REG SCORE: 94
I am a CPA candidate who is (uniquely?) entering the litigation/financial advisory service line; I am not a tax specialist.
The studying approach detailed below was done in combo with a BECKER CPA PREP, but is easily adaptable to other prep courses.
This exam was daunting, especially with respect to the taxation of corporations, partnerships and estates/trusts.
TAYNE's STUDY PLAN:
Divide each lecture (i.e. R1, R2, R3…) across 3 days:
Day 1: Follow along with the lecture; take notes; actually pay attention (it's hard, but pays dividends – pun).
Day 2: Go through the reading again, TAKING NOTES ON PAPER ALONGSIDE –> Your goal is to CONDENSE a section (r1 as example) from 60 pages into 7-11 sheets of hand written concepts that you will be able to use as your personal Regulation Bible.
Day 3: Study YOUR handmade notes. Study them like you're about to be tested on them. Then flip them over, but keep them by your side. Spend the remaining time crushing practice problems section by section. (Like study your notes on personal exemptions, do problems, then study notes on gross income, do the problems).
This third step is crucial to you being able to review efficiently; as you get questions wrong, read the explanation and flip over your notes and identify the gap where that concept could have been clearer, more detailed, or present if missing entirely from the handmade notes. Make the new note in a different color or in a different handwriting (any difference will work) so when you review again you're aware of the fact that this is a supplementary/corrective note based on feedback you've received.
repeat 8 times = 24 days for REG (using Becker).
24 days… inefficient?
NO – it is THOROUGH, but not inefficient; Here's why:
Your review process will now take only 6 days if you spend 2 days on the 2 practice finals and the other 4 days doing progress tests and SIMULATIONS (DO THE SIMS I CANNOT STRESS THIS ENOUGH).
Now, the 24 days of thorough review have shortened the suggested 2.5 week review period into a 6 day process, leaving a CUSHION of 3 days (calculated below)
typical prep = 1 day lecture + 1 day MC/sims = 16 days ‘learning'
typical review= 2.5 weeks = 17.5 days reviewing
TOTAL= 33.5 DAYS
(30.0) days in my revised approach
= 3.5 days of extra time.
3.5 extra days? So what?
Using this approach, you're constantly identifying weaknesses AS YOU PROGRESS, meaning that your review process is ACTUALLY a review, rather than a re-learning, ‘oh s***t I dont know what DNI is'phase of stress-building, time consuming study behavior. Additionally, this prevents students (by design) from focusing too much on the answers to MC problems and more time actually learning the concepts, which is so clutch when you're thrown a curve ball.
If you have failed already and need a new approach, try this out. If you're worried about failing and you have a full 30 day period to study, try this out.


**TASK INSTRUCTIONS**
Retype the listing exactly; omit pictures.

AVAILABLE DATA below:

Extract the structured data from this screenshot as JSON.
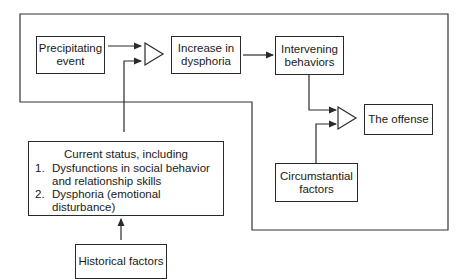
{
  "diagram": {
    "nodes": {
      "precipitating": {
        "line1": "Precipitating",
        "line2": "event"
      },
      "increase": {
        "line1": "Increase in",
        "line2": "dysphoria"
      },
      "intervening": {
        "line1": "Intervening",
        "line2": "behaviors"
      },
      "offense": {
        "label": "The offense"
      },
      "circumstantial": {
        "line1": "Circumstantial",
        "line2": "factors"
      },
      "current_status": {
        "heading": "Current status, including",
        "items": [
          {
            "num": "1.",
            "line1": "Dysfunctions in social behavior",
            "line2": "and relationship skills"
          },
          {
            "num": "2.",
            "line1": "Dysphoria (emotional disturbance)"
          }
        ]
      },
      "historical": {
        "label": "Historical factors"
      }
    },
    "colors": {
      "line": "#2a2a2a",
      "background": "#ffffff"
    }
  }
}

End of AVAILABLE DATA.

**SOLUTION**
Extract the structured data from this screenshot as JSON.
{
  "diagram": {
    "nodes": {
      "precipitating": {
        "line1": "Precipitating",
        "line2": "event"
      },
      "increase": {
        "line1": "Increase in",
        "line2": "dysphoria"
      },
      "intervening": {
        "line1": "Intervening",
        "line2": "behaviors"
      },
      "offense": {
        "label": "The offense"
      },
      "circumstantial": {
        "line1": "Circumstantial",
        "line2": "factors"
      },
      "current_status": {
        "heading": "Current status, including",
        "items": [
          {
            "num": "1.",
            "line1": "Dysfunctions in social behavior",
            "line2": "and relationship skills"
          },
          {
            "num": "2.",
            "line1": "Dysphoria (emotional disturbance)"
          }
        ]
      },
      "historical": {
        "label": "Historical factors"
      }
    },
    "colors": {
      "line": "#2a2a2a",
      "background": "#ffffff"
    }
  }
}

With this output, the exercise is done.